Page 11: Tsunami impact on shallow groundwater in the Ampara district in Eastern Sri Lanka: Conductivity measurements and qualitative interpretations

J.-P. LeClerc et al. / Desalination 219 (2008) 126–136136

conductivity evolution remains a local phenome-non since two wells located very close togethermay have different behaviors. Because of this,during the next step, a larger investigation will bedone to extend the study to 200 wells. Thisextended study will help us to understand betterthe atypical behavior.

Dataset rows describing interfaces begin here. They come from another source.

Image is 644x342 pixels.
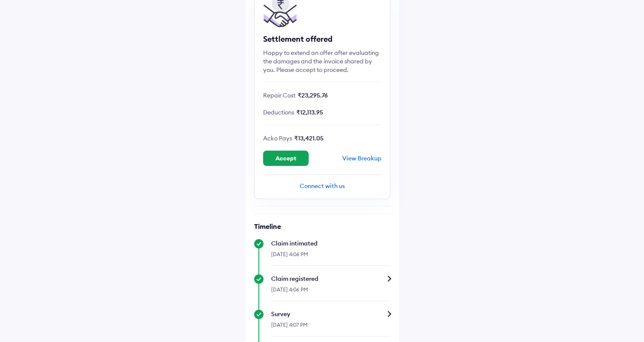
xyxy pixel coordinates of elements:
[342,155,382,162] div: View Breakup
[263,34,382,44] div: Settlement offered
[271,283,391,301] div: [DATE] 4:06 PM
[271,274,391,283] div: Claim registered
[271,239,391,248] div: Claim intimated
[297,91,328,99] span: ₹23,295.76
[263,48,382,74] div: Happy to extend an offer after evaluating the damages and the invoice shared by you. Please accep...
[263,91,296,99] span: Repair Cost
[254,222,391,231] h6: Timeline
[263,109,294,116] span: Deductions
[296,109,323,116] span: ₹12,113.95
[271,318,391,336] div: [DATE] 4:07 PM
[294,134,323,142] span: ₹13,421.05
[263,134,292,142] span: Acko Pays
[271,248,391,266] div: [DATE] 4:06 PM
[271,310,391,318] div: Survey
[263,151,308,166] button: Accept
[263,182,382,190] div: Connect with us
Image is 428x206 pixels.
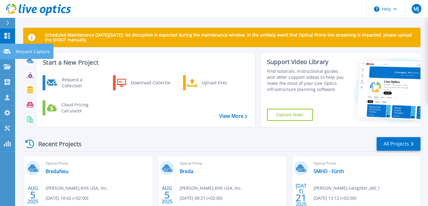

We are now working on interpretation of thedata in order to predict the long-term effect of thetsunami on the shallow wells and to determine thewater strategy management in the coastal area.

Acknowledgements

This work has been carried out with thefinancial support of Echo, AESN, Fondation deFrance, Agence de Bassin seine Normandie. Wewould like to thank Mr. M.F. Nawas (Chemistryand Chief Executive Officer, Centre for Soil &Water Research, Southern University of SriLanka) for his assistance, Mr Ameer (lecturer,Southern University of Sri Lanka) and Mr.Kanthan Thayalan (water resources engineer,

water quality monitoring program manager, assis-tant solidarités) for the measurements.

References

[1] S. Pilapitiya, C. Vidanaarachchi and S. Yuen, Guesteditorial: Effects of the tsunami on waste manage-ment in Sri Lanka, Waste Management, 26 (2006)107–109.

[2] Asian Development Bank, The Japan Bank forInternational Cooperation and World Bank, Pre-liminary damage and needs assessment. Colombo,Sri Lanka, 2005.

[3] K.G. Villholth, P.H. Amerasinghe, P. Jeyakumar,C.R. Panabokke, M.D. Weerasinghe, N. Amalraj, S.Prathepaan, N. Bürgi, D.M.D. Sarath Lionelrathne,N.G. Indrajith and S.R.H. Pathirana, A post-tsunamirecovery support initiative and assessment of ground-water salinity in three areas of Batticaloa andAmpara district in Eastern Sri Lanka, InternationalWater Management Institute Report, 2005.

[4] C.R. Panabokke amd A.P.G.R.L Perera, Ground-water resources of Sri Lanka, Water Resources,Board Report, 2005.

[5] UNICEF, Guidelines for the rehabilitation of tsunamiaffected wells, 2005.